"It is also possible to use fictitious characters to highlight an absence, as Virginia Woolf does in A Room of One's Own when she speaks of Shakespeare's talented and fictitious sister, for whom no opportunities were open. I wrote a similar piece about the invented sister of a Spanish chronicler who visited Puerto Rico in the 18th century to make visible the absence of women chroniclers."
Quote Details
Added by wikiquote-import-bot
Unverified quote
0 likes
Atheists from EnglandNovelists from EnglandEssayists from EnglandShort story writers from EnglandFeminists from England
Original Language: English
Available Languages (1)
Sources
Aurora Levins Morales, ‘’Medicine Stories’’ (1998)
https://en.wikiquote.org/wiki/Virginia_Woolf
Revision History
No revisions have been submitted for this quote.
Categories
Related Quotes
"Dearest, I want to tell you that you have given me complete happiness. No one could have done more than you have done…"
"At this Helen laughed outright. "Nonsense," she said. "You're not a Christian. You've never thought what you are.—And…"
"On the towpath we met & had to pass a long line of imbeciles. The first was a very tall young man, just queer enough …"
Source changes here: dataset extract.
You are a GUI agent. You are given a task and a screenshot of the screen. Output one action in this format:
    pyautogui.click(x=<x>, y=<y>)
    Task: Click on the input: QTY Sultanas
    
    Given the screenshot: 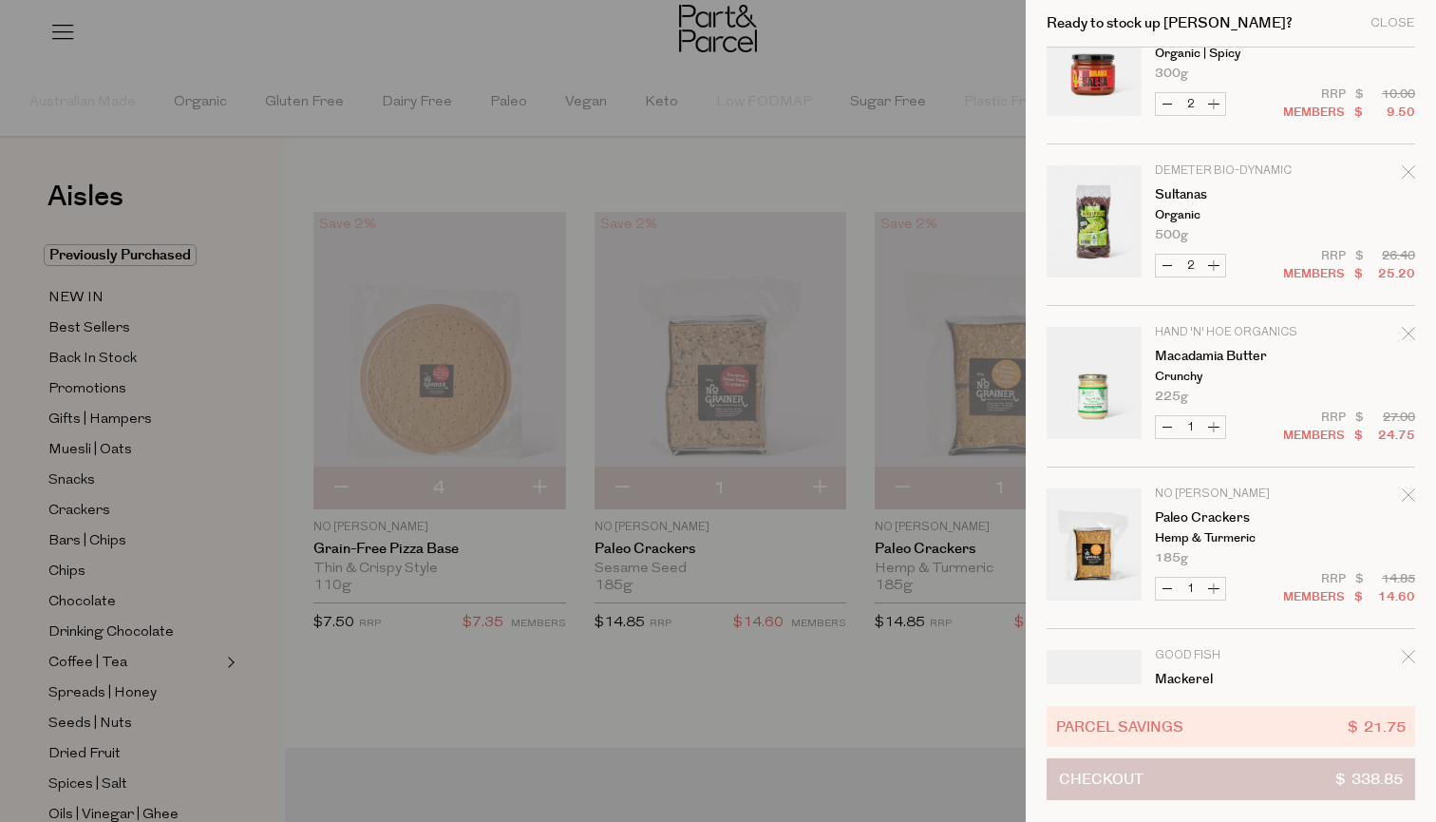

"An illiterate, underbred book it seems to me; the book of a self-taught working man, and we all know how distressing …"
"I bought the blue paper book [Ulysses], & read it here one summer I think with spasms of wonder, of discovery, & then…"
"Margaret Ll. Davies writes that Janet is dying and will I write on her for The Times – a curious thought, rather: as …"
"Here I come to one of the memoir writer's difficulties — one of the reasons why, though I read so many, so many are f…"
"The Reverend C. L. Dodgson had no life. He passed through the world so lightly that he left no print. He melted so pa…"
"For some reason, we know not what, his childhood was sharply severed. It lodged in him whole and entire. He could not…"
"One cannot grow fine flowers in a thin soil."